> _AVAILABLE DATA_
+++++

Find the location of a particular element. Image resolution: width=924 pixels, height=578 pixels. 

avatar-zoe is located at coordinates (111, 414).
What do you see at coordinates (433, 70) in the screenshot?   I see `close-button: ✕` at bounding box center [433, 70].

+++++

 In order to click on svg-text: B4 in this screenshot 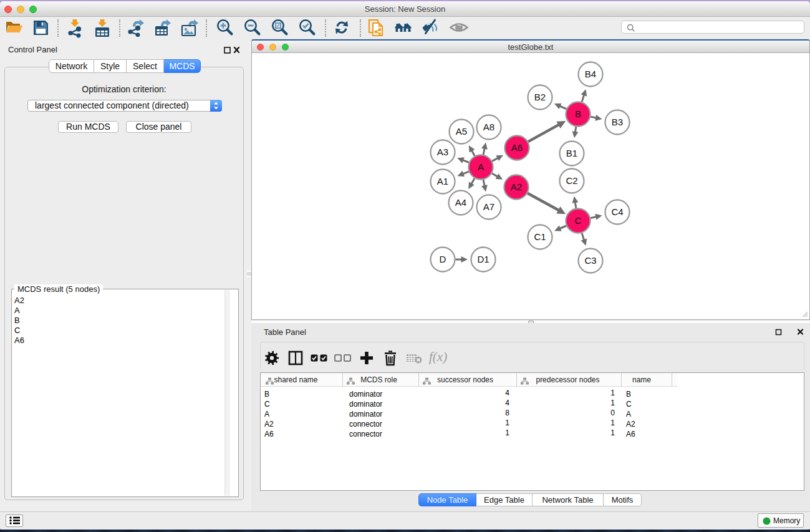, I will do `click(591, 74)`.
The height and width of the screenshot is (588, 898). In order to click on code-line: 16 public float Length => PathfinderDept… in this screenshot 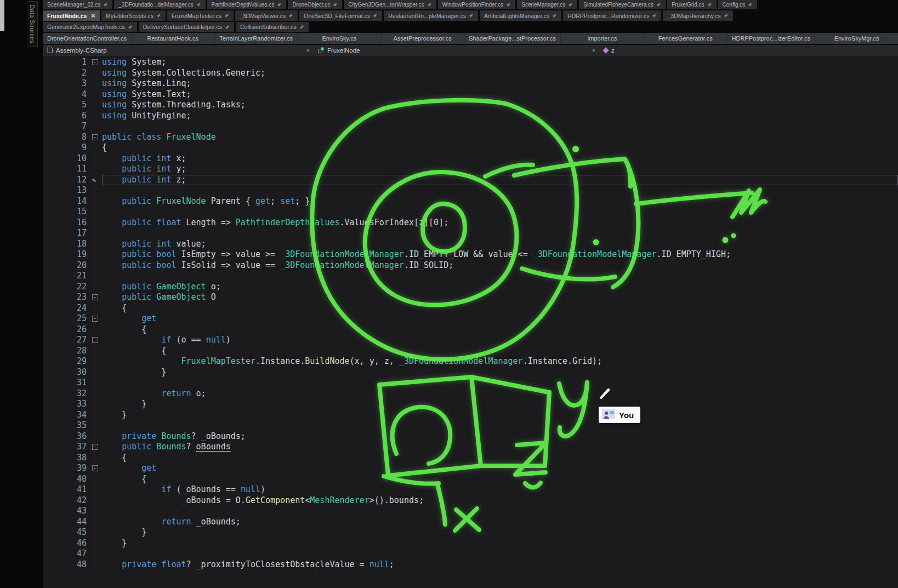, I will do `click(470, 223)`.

+++++

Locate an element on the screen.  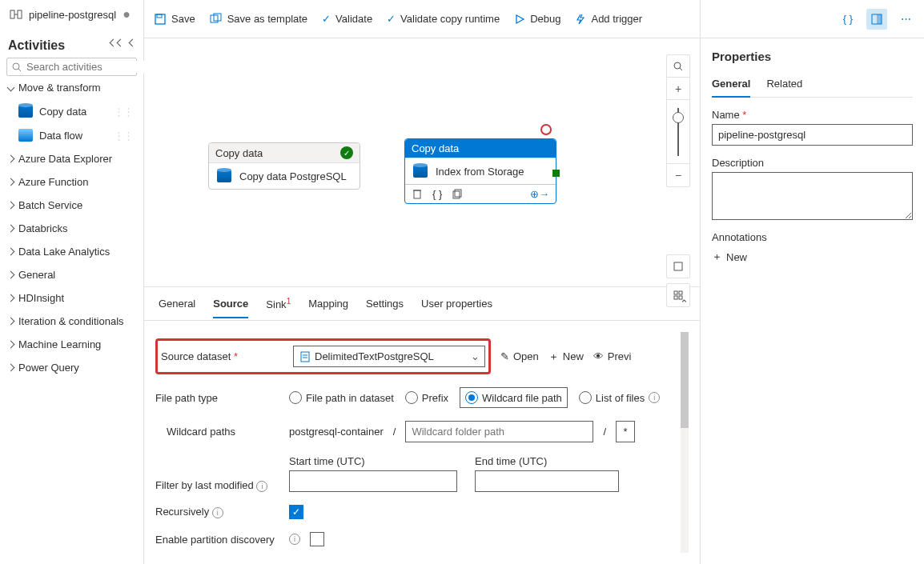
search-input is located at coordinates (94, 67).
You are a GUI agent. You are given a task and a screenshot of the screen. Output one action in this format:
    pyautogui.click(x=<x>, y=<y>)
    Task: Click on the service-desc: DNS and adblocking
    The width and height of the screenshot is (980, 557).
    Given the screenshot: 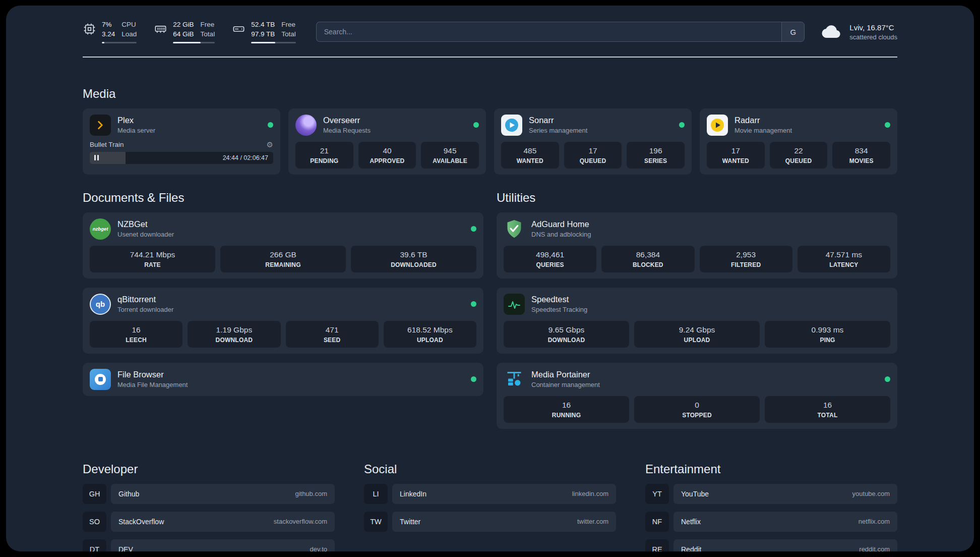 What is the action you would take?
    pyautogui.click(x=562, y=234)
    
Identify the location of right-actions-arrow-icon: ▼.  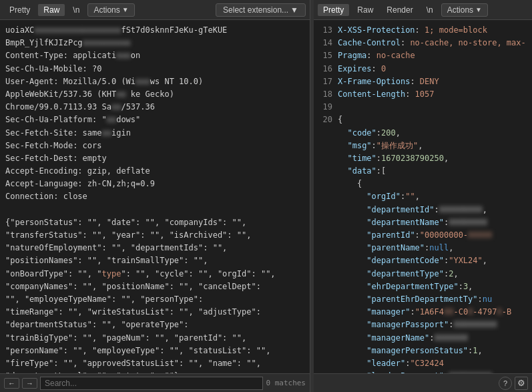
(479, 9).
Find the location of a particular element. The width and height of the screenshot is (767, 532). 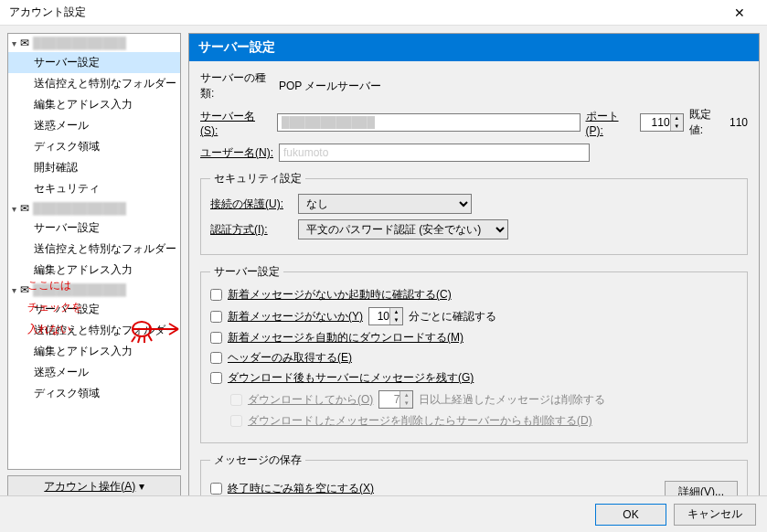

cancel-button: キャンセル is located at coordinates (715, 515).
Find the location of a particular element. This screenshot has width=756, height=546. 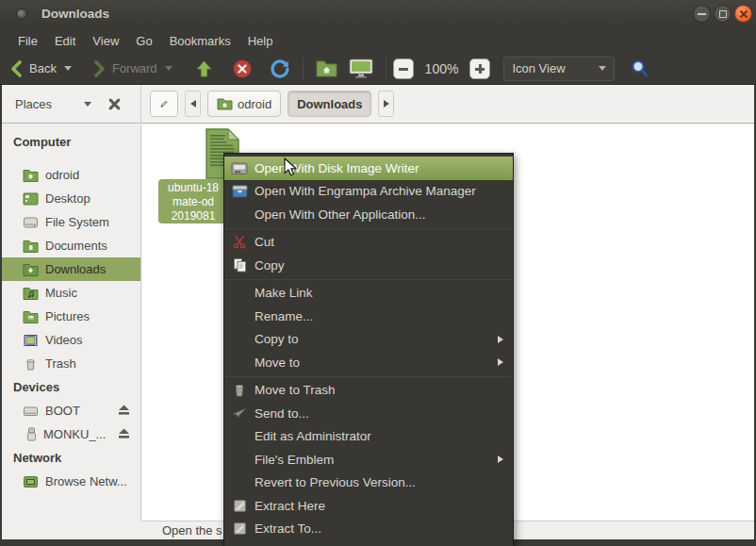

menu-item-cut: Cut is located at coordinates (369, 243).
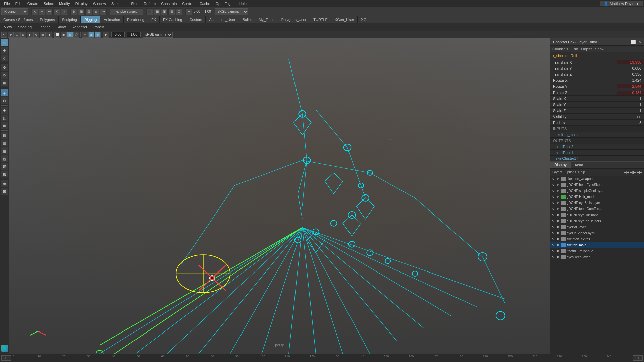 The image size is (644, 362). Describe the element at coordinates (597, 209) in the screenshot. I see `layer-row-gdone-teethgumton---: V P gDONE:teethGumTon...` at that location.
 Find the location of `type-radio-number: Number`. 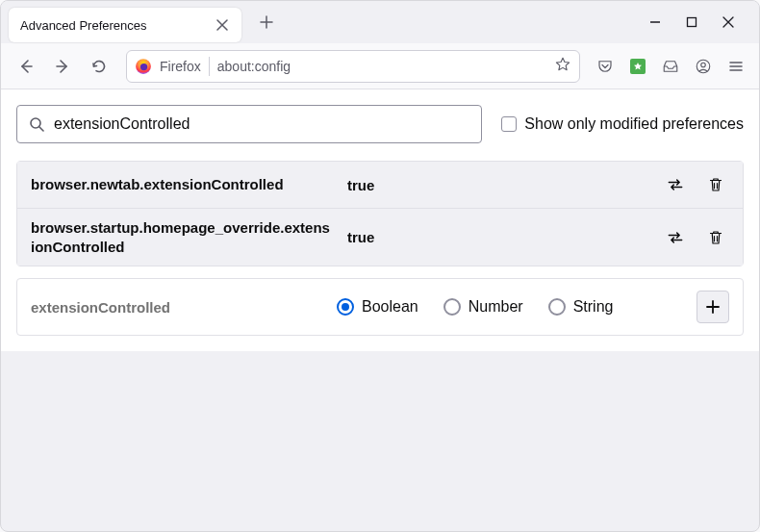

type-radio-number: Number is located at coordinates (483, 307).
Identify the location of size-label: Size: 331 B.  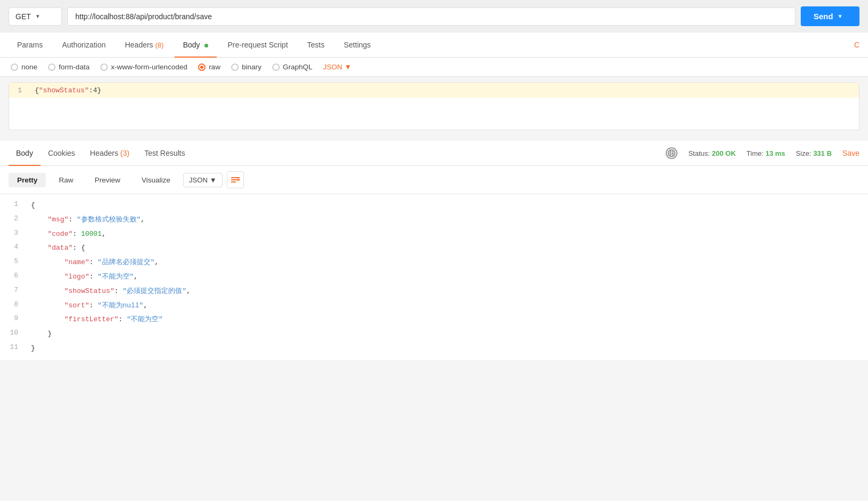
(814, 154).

+++++

> _ACTIVITY_
Working from the material above, retype exactly the lines from the one with "Find the location of a particular element. Image" through the one with "What do you", both included, and only those lines.

> _OUTPUT BELOW_
Find the location of a particular element. Image resolution: width=924 pixels, height=578 pixels. 

avatar-zoe is located at coordinates (111, 414).
What do you see at coordinates (433, 70) in the screenshot?   I see `close-button: ✕` at bounding box center [433, 70].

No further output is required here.